Paving the way for modern feminist thinking, Mary Wollstonecraft (1759-97) dared to challenge traditional eighteenth-century attitudes towards women. First published in 1787, this book discusses how girls can best be educated to become valuable wives and mothers. It argues that women can offer the most effective contribution to society if they are brought up to display sound morals, character and intellect, rather than superficial social graces. Wollstonecraft later developed her ideas in A Vindication of the Rights of Woman (also reissued in this series), in which she attacked the educational restrictions imposed upon women. Her writings formed a cornerstone of the battle for women's rights in the nineteenth and twentieth centuries. Prompting deeper reflection upon the role and status of women in modern society, the present work remains an instructive and provocative read for those seeking to learn about the roots of feminism in its social and historical context.

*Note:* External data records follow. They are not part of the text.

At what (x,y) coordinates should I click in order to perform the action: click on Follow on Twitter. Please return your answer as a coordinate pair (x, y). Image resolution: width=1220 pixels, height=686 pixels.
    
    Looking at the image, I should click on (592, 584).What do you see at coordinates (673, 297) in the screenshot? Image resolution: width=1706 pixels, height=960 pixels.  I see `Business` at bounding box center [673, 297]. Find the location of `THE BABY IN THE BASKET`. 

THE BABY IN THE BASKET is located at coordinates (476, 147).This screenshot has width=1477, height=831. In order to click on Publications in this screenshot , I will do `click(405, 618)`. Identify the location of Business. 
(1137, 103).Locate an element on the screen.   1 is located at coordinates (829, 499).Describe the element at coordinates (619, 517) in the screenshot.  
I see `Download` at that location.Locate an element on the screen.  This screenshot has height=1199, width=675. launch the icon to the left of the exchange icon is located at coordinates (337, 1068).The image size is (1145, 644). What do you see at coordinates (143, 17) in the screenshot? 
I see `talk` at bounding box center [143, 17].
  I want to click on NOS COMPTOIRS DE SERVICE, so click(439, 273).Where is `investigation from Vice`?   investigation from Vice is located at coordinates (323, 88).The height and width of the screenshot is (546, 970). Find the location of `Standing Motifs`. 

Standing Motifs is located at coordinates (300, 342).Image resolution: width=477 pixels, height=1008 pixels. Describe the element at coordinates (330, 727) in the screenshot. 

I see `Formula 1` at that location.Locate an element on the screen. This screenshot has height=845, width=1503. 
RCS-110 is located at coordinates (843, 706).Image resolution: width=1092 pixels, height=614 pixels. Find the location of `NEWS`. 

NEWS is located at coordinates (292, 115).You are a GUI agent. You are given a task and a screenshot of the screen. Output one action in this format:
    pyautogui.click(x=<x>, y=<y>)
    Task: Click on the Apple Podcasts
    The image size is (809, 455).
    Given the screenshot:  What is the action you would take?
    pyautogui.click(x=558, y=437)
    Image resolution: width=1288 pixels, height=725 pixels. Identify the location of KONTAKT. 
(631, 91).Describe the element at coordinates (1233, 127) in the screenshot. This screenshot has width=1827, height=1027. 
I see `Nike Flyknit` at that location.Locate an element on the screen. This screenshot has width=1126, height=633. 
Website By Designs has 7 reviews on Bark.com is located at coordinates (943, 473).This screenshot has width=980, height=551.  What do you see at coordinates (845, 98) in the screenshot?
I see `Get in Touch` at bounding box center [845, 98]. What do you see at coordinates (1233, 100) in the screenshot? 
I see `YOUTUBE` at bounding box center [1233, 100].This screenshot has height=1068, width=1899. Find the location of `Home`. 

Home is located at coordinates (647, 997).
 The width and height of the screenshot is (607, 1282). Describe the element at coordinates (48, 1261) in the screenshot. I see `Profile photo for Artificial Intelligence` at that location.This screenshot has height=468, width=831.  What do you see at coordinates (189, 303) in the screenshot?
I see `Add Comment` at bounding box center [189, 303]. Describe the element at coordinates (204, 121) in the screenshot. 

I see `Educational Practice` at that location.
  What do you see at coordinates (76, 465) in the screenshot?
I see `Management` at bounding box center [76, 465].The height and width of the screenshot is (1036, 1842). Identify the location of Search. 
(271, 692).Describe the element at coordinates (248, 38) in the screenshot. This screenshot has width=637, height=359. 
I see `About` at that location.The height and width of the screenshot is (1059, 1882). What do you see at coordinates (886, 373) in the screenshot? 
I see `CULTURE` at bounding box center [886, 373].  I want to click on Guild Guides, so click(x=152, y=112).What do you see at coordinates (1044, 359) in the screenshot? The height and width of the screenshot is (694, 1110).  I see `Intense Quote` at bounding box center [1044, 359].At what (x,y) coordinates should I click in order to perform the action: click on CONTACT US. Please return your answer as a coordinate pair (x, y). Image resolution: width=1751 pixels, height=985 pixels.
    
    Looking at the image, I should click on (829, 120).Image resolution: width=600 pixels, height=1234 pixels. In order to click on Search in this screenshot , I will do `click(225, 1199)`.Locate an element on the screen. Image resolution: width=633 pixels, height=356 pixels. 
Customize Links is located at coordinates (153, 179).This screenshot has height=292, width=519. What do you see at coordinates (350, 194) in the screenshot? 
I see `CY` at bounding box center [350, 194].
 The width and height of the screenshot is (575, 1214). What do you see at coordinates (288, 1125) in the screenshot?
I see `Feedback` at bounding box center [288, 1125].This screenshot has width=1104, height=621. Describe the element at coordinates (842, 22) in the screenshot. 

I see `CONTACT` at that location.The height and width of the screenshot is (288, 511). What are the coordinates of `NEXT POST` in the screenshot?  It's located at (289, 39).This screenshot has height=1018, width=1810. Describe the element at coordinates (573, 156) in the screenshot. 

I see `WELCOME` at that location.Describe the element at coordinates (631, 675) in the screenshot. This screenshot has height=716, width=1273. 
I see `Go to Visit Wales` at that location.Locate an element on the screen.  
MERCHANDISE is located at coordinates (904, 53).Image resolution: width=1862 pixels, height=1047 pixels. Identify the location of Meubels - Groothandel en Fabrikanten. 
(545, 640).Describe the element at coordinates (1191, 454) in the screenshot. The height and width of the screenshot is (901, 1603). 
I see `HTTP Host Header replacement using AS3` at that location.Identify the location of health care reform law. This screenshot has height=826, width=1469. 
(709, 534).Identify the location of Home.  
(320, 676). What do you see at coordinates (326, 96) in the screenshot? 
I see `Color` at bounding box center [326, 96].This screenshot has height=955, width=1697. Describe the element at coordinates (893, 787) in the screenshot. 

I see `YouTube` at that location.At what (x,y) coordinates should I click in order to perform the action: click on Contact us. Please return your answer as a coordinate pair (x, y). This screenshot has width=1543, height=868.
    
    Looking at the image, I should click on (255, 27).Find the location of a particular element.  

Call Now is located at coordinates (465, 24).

Mary Wollstonecraft (1759-1797), author and pioneering feminist, answers Edmund Burke's Reflections on the Revolution in France in this, her first stirring political pamphlet. In A Vindication of the Rights of Men (1790), Wollstonecraft refutes Burke's assertions that human liberties are an "entailed inheritance," that the alliance between church and state is necessary for civil order, and that civil authority should be restricted to men "of permanent property." Rather, liberties are rights which all human beings "inherit at their birth, as rational creatures."